China, the winner of the tariff war, operates the world's most advanced AI-powered 'robot army'
China, the winner of the tariff war, operates the world's largest 'robot army', and China's secret weapon in the trade war is the AI-powered factory robots of the manufacturing revolution, the New York Times reported through local reporting.
To show off China's push for robot automation, a half marathon was held in Beijing on Saturday (19th) with 12,000 runners and 20 humanoid robots, and six robots finished the race.
The fastest robot marathoner was almost three times faster than the slowest robot, but China has become an international robot powerhouse. The world's most advanced AI-driven factory robots. Keith Bradsher, Beijing bureau chief, who has visited hundreds of factories in China since 2002, focused on Ningbo, Shanghai, and Guangzhou, China, and reported on the 23rd that "factories across China are being automated at a frightening rate."
"As engineers and electricians tend to multiple robots, this work improves quality while reducing manufacturing costs, which in turn will help Chinese factories keep prices low for many of their exports, giving them an advantage in the trade war and Trump's high tariffs."
China's factories are more automated than those in the United States, Germany, and Japan, and China's automation drive has been guided by government guidelines and supported by massive investment. Now, as robots replace workers, automation has positioned China to continue to dominate mass production despite its aging workforce and declining industrial workers, the New York Times analyzed.
China's robot dominance is replacing workers not only in large auto factories but also in thousands of small, independent factories in back alleys in China. “China is trying to turn robotics into a whole new business,” He Liang, founder and CEO of Yunmu Intelligent Manufacturing, one of China’s top humanoid robot makers, told the Times.
“The expectation for humanoid robots is to create another electric car industry, and from that perspective, this is a national strategy.” In Guangzhou, a commercial hub in southeastern China, Elon Li’s roadside workshop is filled with cheap ovens and barbecue equipment, along with 11 metal cutters and welders, and plans to buy $40,000 worth of AI-powered robotic arms that replicate the welding of the sides of ovens by humans using camera-equipped robot arms. “I never imagined I would invest in automation before,” Li told the Times. “Human workers can only work eight hours a day, but machines can work 24 hours a day.”
The same robotic arm cost $140,000 in a foreign product four years ago; it now costs just $40,000 in a Chinese product.
Ningbo-based electric car maker Zeekr's factory has grown from 500 robots four years ago to 820 now, with plans to add more.
Zeekr’s factory uses more robots to bring panels to the assembly line, where hundreds of robotic arms, staffed by up to 16 people, perform a complex dance to weld the bodywork, and the welding area, called the “dark factory,” operates on its own, with no human workers or lights on.
Factories in China still employ vast numbers of workers and are the mainstay of manufacturing. Even with automation, workers are still needed to do quality control and install some parts that require manual dexterity, such as wiring harnesses.
Workers are hired to do things that cameras and computers can’t do alone. Before even painting a car, workers touch the car with gloved hands and sand down any minor blemishes.
Some of the later stages of quality control are automated with the help of AI. At Zeekr’s factories, a dozen high-resolution cameras take pictures of each car near the end of the assembly line, and computers compare the images to a vast database of correctly assembled cars and notify factory workers if any discrepancies are found, a task that takes a few seconds to complete.
“Most of our colleagues’ jobs are sitting in front of a computer monitor,” Pinky Wu, a Zeekr employee, told the Times.
Zeekr’s new office building in Shanghai features a variety of interiors and surfaces, with AI used by designers and architects.
Designer Carrie Li uses AI to analyze how different interior surfaces intersect in a car. “I have more free time to open my mind and explore what fashion trends I want to incorporate into my car interiors,” he told the Times.
Chinese companies have started by acquiring overseas suppliers of advanced robotics, such as Germany’s Kuka, and moving their operations to China.
When Volkswagen opened its electric car factory in Hefei a year ago, it had just one robot made in Germany and 1,074 in Shanghai.
China’s factory robotics was one of 10 industries targeted by the “Made in China 2025” initiative announced a decade ago.
Over the past four years, Chinese state-owned banks have increased their lending to industrial borrowers by a whopping $1.9 trillion, mostly to build new factories but also to replace existing ones, the Times found. Chinese universities produce about 350,000 mechanical engineering graduates each year, as well as electrical engineers, welders and other trained technicians, while U.S. universities graduate about 45,000 mechanical engineers each year.
“Finding skilled workers has been one of the biggest challenges,” said Jonathan Hurst, co-founder and chief robotics officer at Agility Robotics, a leading U.S. robot manufacturer, about the importance of skilled engineers in robotics.
“I was one of two mechanical engineers,” Hurst told the Times, adding that he was a graduate student at Carnegie Mellon University’s Robotics Institute in Pittsburgh.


§ WHAT IS REQUIRED
The following entries should be restated word for word, pictures excluded.

§ Dataset excerpts
::::

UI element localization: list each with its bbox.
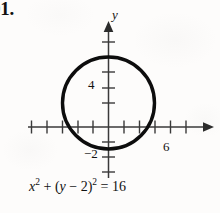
y-axis-arrowhead (104, 21, 114, 32)
equation-equals: = (101, 179, 109, 194)
y-axis-label: y (112, 8, 118, 21)
figure-page: 01. (0, 0, 220, 213)
equation-plus: + (43, 179, 51, 194)
equation-caption: x2 + (y − 2)2 = 16 (29, 180, 126, 194)
x-tick-label-6: 6 (163, 140, 170, 153)
equation-exponent-2: 2 (92, 177, 97, 187)
y-tick-label-4: 4 (88, 78, 95, 91)
equation-term-y: y (60, 179, 66, 194)
x-axis-arrowhead (203, 122, 214, 132)
equation-minus: − (69, 179, 77, 194)
y-tick-label-negative-2: −2 (84, 147, 98, 160)
equation-right-hand-side: 16 (112, 179, 126, 194)
equation-exponent-1: 2 (35, 177, 40, 187)
equation-inner-constant: 2 (81, 179, 88, 194)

::::

§ YOUR RESPONSE
UI element localization: list each with its bbox.
y-axis-arrowhead (104, 21, 114, 32)
equation-equals: = (101, 179, 109, 194)
y-axis-label: y (112, 8, 118, 21)
figure-page: 01. (0, 0, 220, 213)
equation-plus: + (43, 179, 51, 194)
equation-caption: x2 + (y − 2)2 = 16 (29, 180, 126, 194)
x-tick-label-6: 6 (163, 140, 170, 153)
equation-exponent-2: 2 (92, 177, 97, 187)
y-tick-label-4: 4 (88, 78, 95, 91)
equation-term-y: y (60, 179, 66, 194)
x-axis-arrowhead (203, 122, 214, 132)
equation-minus: − (69, 179, 77, 194)
y-tick-label-negative-2: −2 (84, 147, 98, 160)
equation-right-hand-side: 16 (112, 179, 126, 194)
equation-exponent-1: 2 (35, 177, 40, 187)
equation-inner-constant: 2 (81, 179, 88, 194)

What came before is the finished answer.